Despite a lack of empirical evidence that 12-step programs work

Katie Herzog at The Stranger reports on a medication for alcohol addiction that – unlike 12-step programs – works.

Alcohol addiction is often thought of in recovery circles like AA as a moral failing, something that can be treated if you just try, and believe, hard enough. This, however, is contrary to what most research tells us about how alcohol works on human beings. Morality, if you ask scientists, has nothing to do with it.

Rather, alcohol is primed to be addictive. After it is absorbed into the bloodstream, it soon moves to the brain, where it impacts several chemicals, or neurotransmitters, including gamma-aminobutyric acid (or GABA), glutamate, and dopamine (the so-called “pleasure molecule”). The combined effect of these chemicals is that you let go of inhibitions, feel euphoric, and become relaxed but energized at the same time. It feels good in both your mind and body—at least in the beginning.

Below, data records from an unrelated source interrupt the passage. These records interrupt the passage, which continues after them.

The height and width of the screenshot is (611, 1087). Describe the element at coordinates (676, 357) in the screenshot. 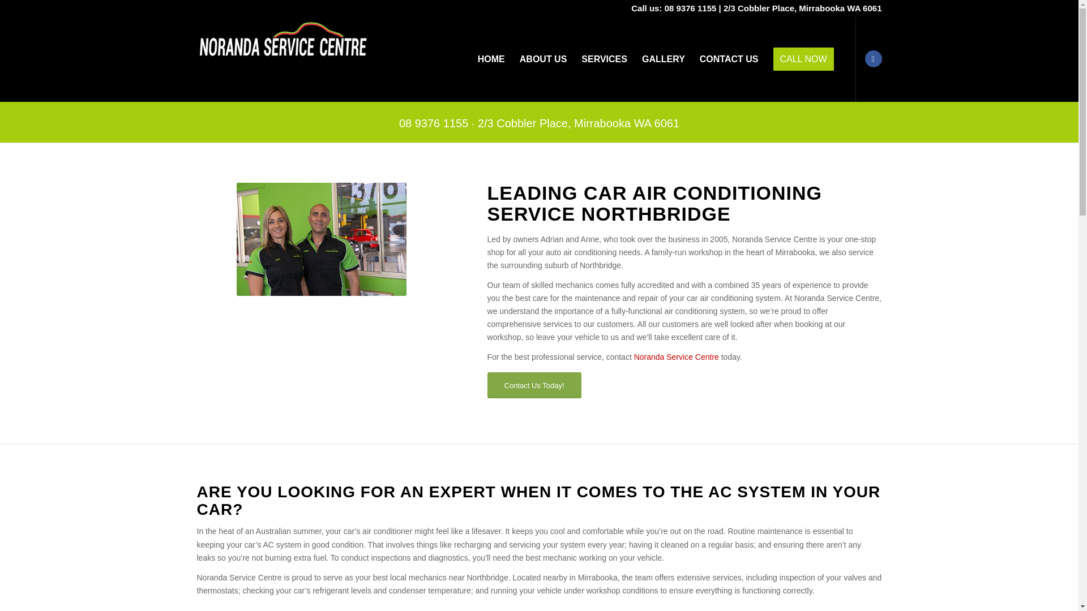

I see `Noranda Service Centre` at that location.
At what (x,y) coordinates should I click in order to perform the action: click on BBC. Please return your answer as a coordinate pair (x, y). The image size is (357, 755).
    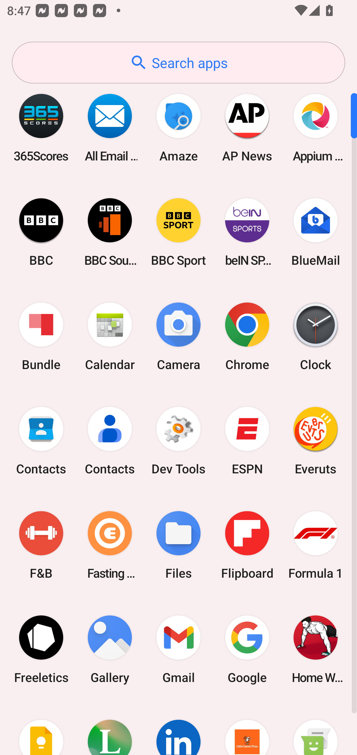
    Looking at the image, I should click on (41, 232).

(Subjective aside – it doesn’t for me. A glass of wine is ok, but more than that is unpleasant, and euphoria is never really in the picture. I’m profoundly content with this situation, because alcohol addiction cut a wide swathe through my family.)

After repeated exposure to alcohol, things start to change: The brain starts to produce less dopamine and GABA and more glutamate. This tends to make people anxious, irritable, and depressed. You get sick and go through withdrawal. In time, you don’t drink because it feels good, you drink because not drinking starts to feel awful.

The physical effects of ongoing drinking are serious. Besides damaging major organs from the heart to the liver, long-term heavy alcohol use can do terrifying things to the mind.

Like destroying the ability to form new memories. Oh goody, artificial dementia!

Enter Naltrexone, which blocks endorphins from the brain.

The Sinclair Method, as the protocol is known, is simple: You take Naltrexone one hour before you start drinking, each and every time you drink (and preferably not on an empty stomach). Instead of feeling that familiar euphoric buzz, drinking just makes you feel kind of sloppy and muddy-headed.

With Naltrexone, “alcohol becomes non-reinforcing,” said Brian Noonan, a psychiatric nurse practitioner and the owner of Ballard Psychiatric Services. “With repeated trials of drinking without reward, the association of drinking with reward begins to extinguish.” The patient starts drinking less and less often. Some eventually stop altogether.

But AA still has a death grip on alcoholism treatment in the US, despite the fact that its success rate is abysmal.

AA and abstinence are still the only models most doctors in the US are taught, despite a lack of empirical evidence that 12-step programs work. Perhaps more would be interested in medicines like Naltrexone, but most have never even heard of the Sinclair Method—which, as far as I’ve been able to find, isn’t taught in any American medical schools. More than one Naltrexone patient told me they get their drugs through an online pharmacy based in India because their doctors just don’t know anything about it.

That’s millions of lives made worse that don’t need to be.